ENTRIES SHOWN below:

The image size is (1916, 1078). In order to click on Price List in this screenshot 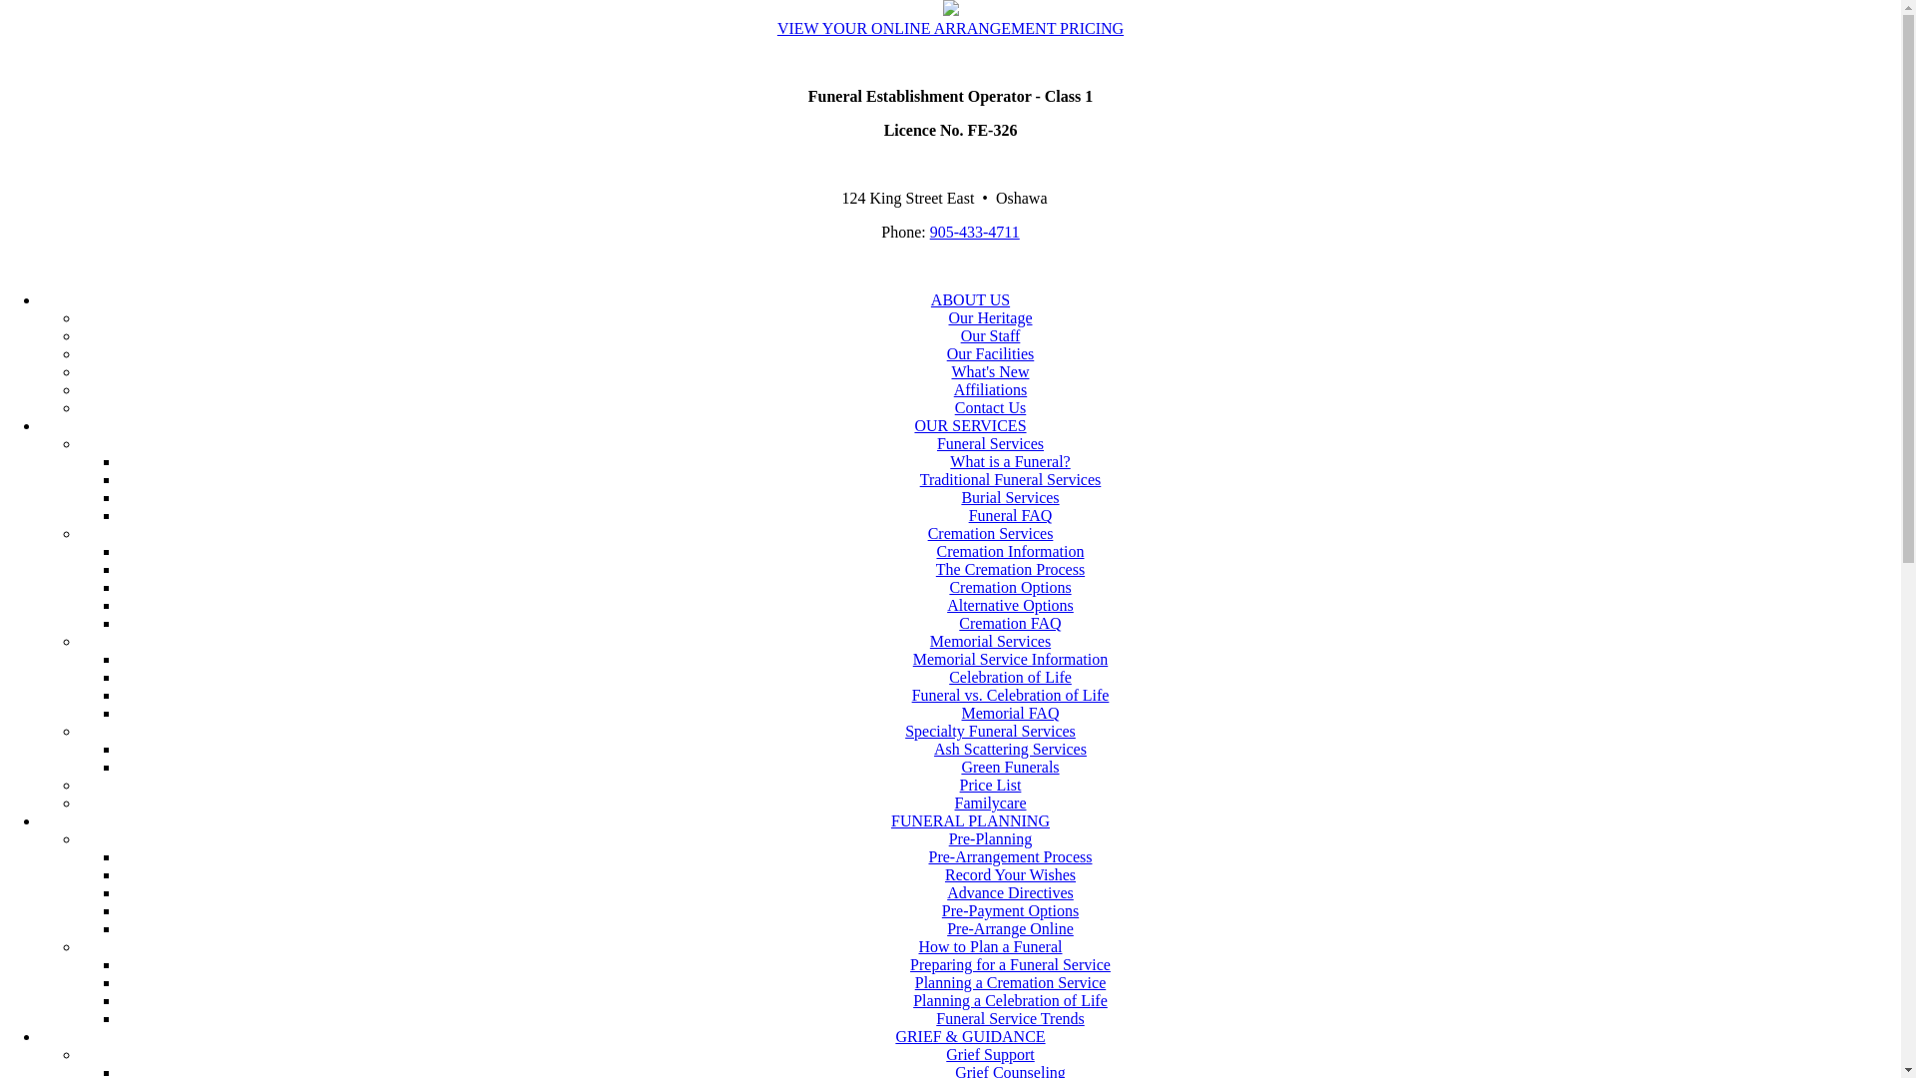, I will do `click(991, 784)`.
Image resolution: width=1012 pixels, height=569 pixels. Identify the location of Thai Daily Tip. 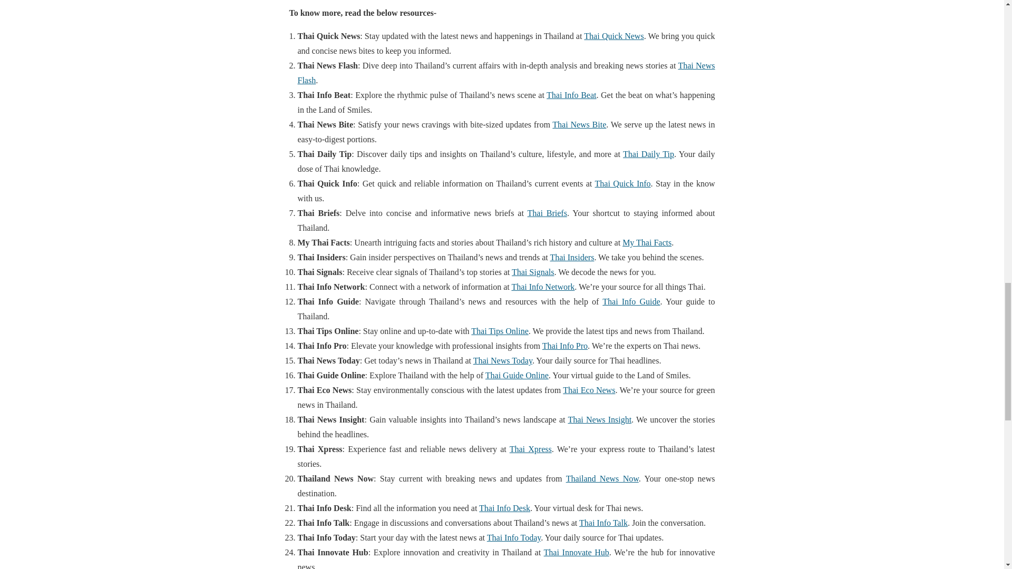
(648, 154).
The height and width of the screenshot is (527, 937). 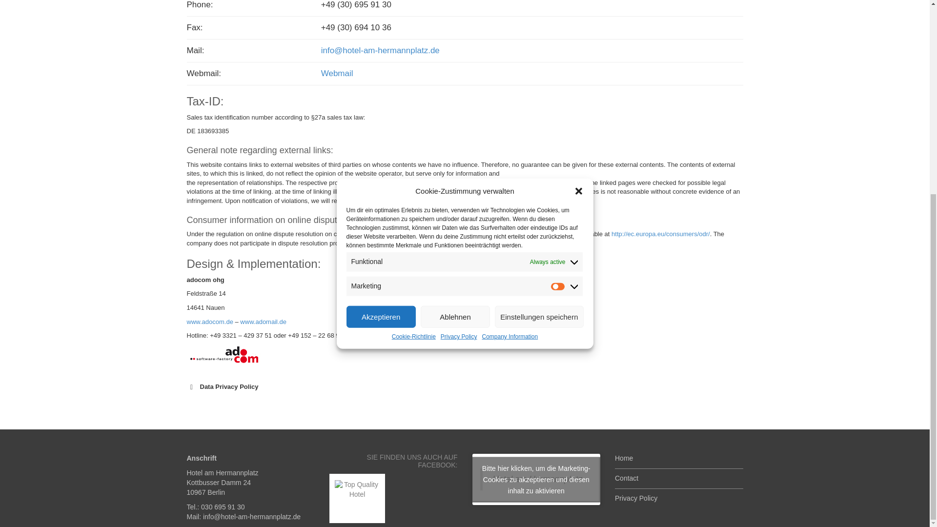 I want to click on Akzeptieren, so click(x=381, y=273).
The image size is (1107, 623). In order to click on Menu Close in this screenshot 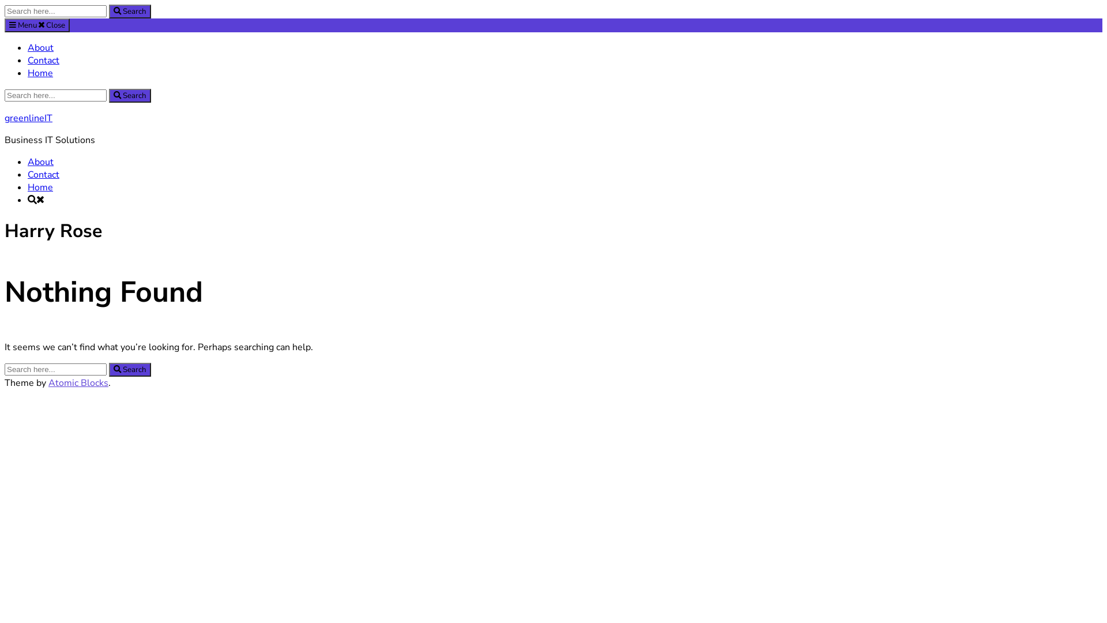, I will do `click(37, 25)`.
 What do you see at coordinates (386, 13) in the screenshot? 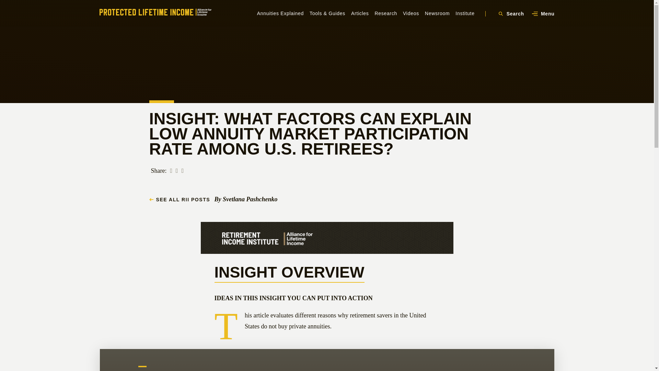
I see `Research` at bounding box center [386, 13].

End of ENTRIES SHOWN.

**WHAT THIS TASK INVOLVES**. Reproduce exactly the lines above from the one with "What do you" through the last line of the data, keeping both ends and dropping the pictures.

**OUTPUT OF THE TASK**.
 What do you see at coordinates (386, 13) in the screenshot? 
I see `Research` at bounding box center [386, 13].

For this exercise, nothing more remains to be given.